Letter Re: Rolled-Up Sleeves Work

Jim,
Do you think the subject of work gets underplayed in the survivalist movement? It seems that most of survivalist conversation is about firearms, bug-out tanks, and quasi-military offensive and defensive [tactics and] strategies. What about work, hard manual labor? Yes, work is a ugly four letter word. It is a “hard” word that implies sore muscles, sweating, fatigue, things that it is “hard” (pun intended) to put a happy face on.

Firearms are fun, fun to talk about, shop for, practice with, and debate my choice is better than the other guy’s choice. If the SHTF there may be many firefights, or there maybe very few firefights. What is for certain is there will be a lot of hard manual labor that someone is going to have to perform.
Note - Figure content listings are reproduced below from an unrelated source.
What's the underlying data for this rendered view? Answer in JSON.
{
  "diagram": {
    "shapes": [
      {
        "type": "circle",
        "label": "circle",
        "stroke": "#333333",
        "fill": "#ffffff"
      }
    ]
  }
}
Here is an example of the point I am trying to make: If one has a private 300-yard firearms shooting range, and a 10′ x 12′ enclosed heated building at one end, built for the sole purpose of shooting in any weather. Perhaps another person might say, “wow, if I had my own shooting range like that, I would be shooting all the time”.
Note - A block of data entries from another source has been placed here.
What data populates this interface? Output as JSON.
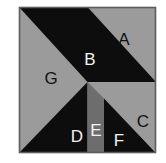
{
  "figure": {
    "name": "tangram-square-dissection",
    "canvas": {
      "width": 166,
      "height": 163
    },
    "square": {
      "x": 19,
      "y": 7,
      "width": 137,
      "height": 146
    },
    "colors": {
      "background": "#ffffff",
      "dark": "#0d0d0d",
      "light_gray": "#9b9b9b",
      "mid_gray": "#6d6d6d",
      "border": "#5d5d5d",
      "label_on_light": "#111111",
      "label_on_dark": "#f2f2f2"
    },
    "pieces": [
      {
        "id": "A",
        "label": "A",
        "shade": "light_gray",
        "points": "87.5,7 156,7 156,82",
        "label_x": 124,
        "label_y": 45,
        "label_color": "label_on_light"
      },
      {
        "id": "B",
        "label": "B",
        "shade": "dark",
        "points": "19,7 87.5,7 156,82 87.5,82",
        "label_x": 90,
        "label_y": 65,
        "label_color": "label_on_dark"
      },
      {
        "id": "C",
        "label": "C",
        "shade": "light_gray",
        "points": "120.5,115 156,115 156,153",
        "label_x": 143,
        "label_y": 121,
        "label_color": "label_on_light"
      },
      {
        "id": "D",
        "label": "D",
        "shade": "dark",
        "points": "87.5,82 87.5,153 19,153",
        "label_x": 77,
        "label_y": 136,
        "label_color": "label_on_dark"
      },
      {
        "id": "E",
        "label": "E",
        "shade": "mid_gray",
        "points": "87.5,82 104,98.5 104,153 87.5,153",
        "label_x": 100,
        "label_y": 130,
        "label_color": "label_on_dark"
      },
      {
        "id": "F",
        "label": "F",
        "shade": "dark",
        "points": "104,98.5 156,153 104,153",
        "label_x": 122,
        "label_y": 141,
        "label_color": "label_on_dark"
      },
      {
        "id": "G",
        "label": "G",
        "shade": "light_gray",
        "points": "19,7 87.5,82 19,153",
        "label_x": 51,
        "label_y": 78,
        "label_color": "label_on_light"
      }
    ]
  }
}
However the guy with the private range spends most of his time working, laying in 8 to 10 cords of split firewood, fixing chainsaws, repairing and painting buildings, building new buildings, fixing machinery, fixing roads and driveways, caring for animals, tending and harvesting the garden. Running a small home business. Planting cash crops to pay for the paint, lumber, and yes, the firearms.
It seems there is this unspoken idea or subconscious feeling that if you have enough firepower and are among the chosen few to escape the urban institutions for the insane; that one will arrive at the place of “bliss”. That the hard part is over, that one has escaped, one has achieved a sizeable victory, and now things will be easy or easier.
Yes, I know that survivalists don’t really think that is true, they know at some level that it will never again be easy.
And yet over and over people write to you (Jim) listing their firearms inventory. Some other survival blogs, books and magazines devote the preponderance of space about the perfect firearms, as if the single most important factor in survival is: “have the right firearm”. Please keep up the good work, – DAV

JWR Replies: Thanks for mentioning the sweat factor. When talking in abstract terms about preparedness in a blog, it is easy to lose sight of the numbers of hours and gallons of sweat required to make some of these preparations come to fruition. I can assure you that we expend plenty of sweat here at the Rawles Ranch. In the past year, most of this effort has been on fencing work. Since the price of hay shot up last year in the western US, there has been a lot of livestock available at either greatly reduced prices, or even free for the taking. The Memsahib took this opportunity to increase our livestock headcount. Consequently, it also meant that we had to greatly expand and improve our perimeter fencing, cross fencing, gates, corrals, and chutes.

Meanwhile, we have also expanded our garden plot, and that took laboriously digging umpteen post holes in rocky ground for the fence posts. The posts, BTW, were all from cedars that I felled here on the ranch, cut to 12 foot lengths (to provide a 9 foot high fence). This of course also necessitated dragging the posts, peeling them, and painting the bottom three feet of each with a bug-resistant copper-based solution. Read: work, work, and more work. The “bliss” factor only comes at the end of a hard day when I can enjoy a glass of iced tea and switch to my light work–blogging.